Florida’s plan to lift mandates on certain school vaccines likely won’t take effect for about 90 days and would initially cover only a few illnesses, the state health department said Sunday.
The vaccines affected include chickenpox, hepatitis B, Hib influenza, and pneumococcal diseases such as meningitis. Other required vaccinations, including measles, polio, diphtheria, pertussis, mumps, and tetanus, remain in place unless lawmakers pass additional legislation.
The department issued its guidance in response to a request for details, four days after Florida Surgeon General Dr. Joseph Ladapo announced that the state would become the first in the U.S. to allow families to decide whether to vaccinate their children. Speaking on CNN, Ladapo emphasized parental choice. “If you want them, God bless, you can have as many as you want. And if you don’t want them, parents should have the ability and the power to decide what goes into their children’s bodies. It’s that simple,” he said.
The department confirmed that the rule change was initiated on September 3, 2025, and will take roughly 90 days to go into effect. Florida public schools began the 2025–26 academic year in August. Lawmakers are not scheduled to reconvene until January 2026, although committee meetings will begin in October, leaving the possibility for additional updates or expansions to the mandates.
Health experts warn that the timing of Florida’s plan is concerning given a surge in vaccine-preventable illnesses in the U.S. This year has seen the worst measles outbreak in more than three decades, with over 1,400 confirmed cases nationwide, mostly in Texas, and three reported deaths. Whooping cough has also spread rapidly, killing at least two infants in Louisiana and a five-year-old in Washington state since winter. Preliminary CDC data show more than 19,000 cases of whooping cough as of August 23—nearly 2,000 more than the same period last year.
Florida already allows a religious exemption for vaccines, a policy that remains in place. Vaccinations are credited with saving at least 154 million lives globally over the past 50 years, according to the World Health Organization, with most of the lives saved being infants and children.
The debate over Florida’s vaccine plan underscores the tension between parental choice and public health, particularly as outbreaks of measles and whooping cough continue to rise across the U.S.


- [What is expected]
Copy the entries that appear below in full, leaving out any picture among them.

- [Given records]

Start of Block

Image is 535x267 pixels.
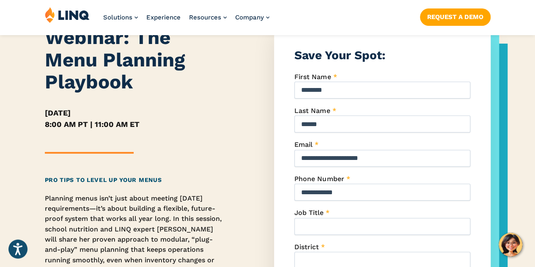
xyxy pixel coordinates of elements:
[294,175,344,183] span: Phone Number
[235,14,264,21] span: Company
[294,243,319,251] span: District
[103,14,138,21] a: Solutions
[45,107,223,118] h5: [DATE]
[146,14,181,21] a: Experience
[294,140,312,148] span: Email
[45,175,223,184] h2: Pro Tips to Level Up Your Menus
[294,48,385,62] strong: Save Your Spot:
[420,7,490,25] nav: Button Navigation
[189,14,221,21] span: Resources
[294,73,331,81] span: First Name
[45,27,223,93] h1: Webinar: The Menu Planning Playbook
[45,7,90,23] img: LINQ | K‑12 Software
[189,14,227,21] a: Resources
[235,14,269,21] a: Company
[420,8,490,25] a: Request a Demo
[294,208,323,216] span: Job Title
[103,7,269,35] nav: Primary Navigation
[498,233,522,256] button: Hello, have a question? Let’s chat.
[103,14,132,21] span: Solutions
[294,107,330,115] span: Last Name
[45,118,223,130] h5: 8:00 AM PT | 11:00 AM ET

End of Block

- [Solution for this exercise]
Image is 535x267 pixels.
xyxy pixel coordinates of elements:
[294,175,344,183] span: Phone Number
[235,14,264,21] span: Company
[294,243,319,251] span: District
[103,14,138,21] a: Solutions
[45,107,223,118] h5: [DATE]
[146,14,181,21] a: Experience
[294,140,312,148] span: Email
[45,175,223,184] h2: Pro Tips to Level Up Your Menus
[294,48,385,62] strong: Save Your Spot:
[420,7,490,25] nav: Button Navigation
[189,14,221,21] span: Resources
[294,73,331,81] span: First Name
[45,27,223,93] h1: Webinar: The Menu Planning Playbook
[45,7,90,23] img: LINQ | K‑12 Software
[189,14,227,21] a: Resources
[235,14,269,21] a: Company
[420,8,490,25] a: Request a Demo
[294,208,323,216] span: Job Title
[103,7,269,35] nav: Primary Navigation
[498,233,522,256] button: Hello, have a question? Let’s chat.
[103,14,132,21] span: Solutions
[294,107,330,115] span: Last Name
[45,118,223,130] h5: 8:00 AM PT | 11:00 AM ET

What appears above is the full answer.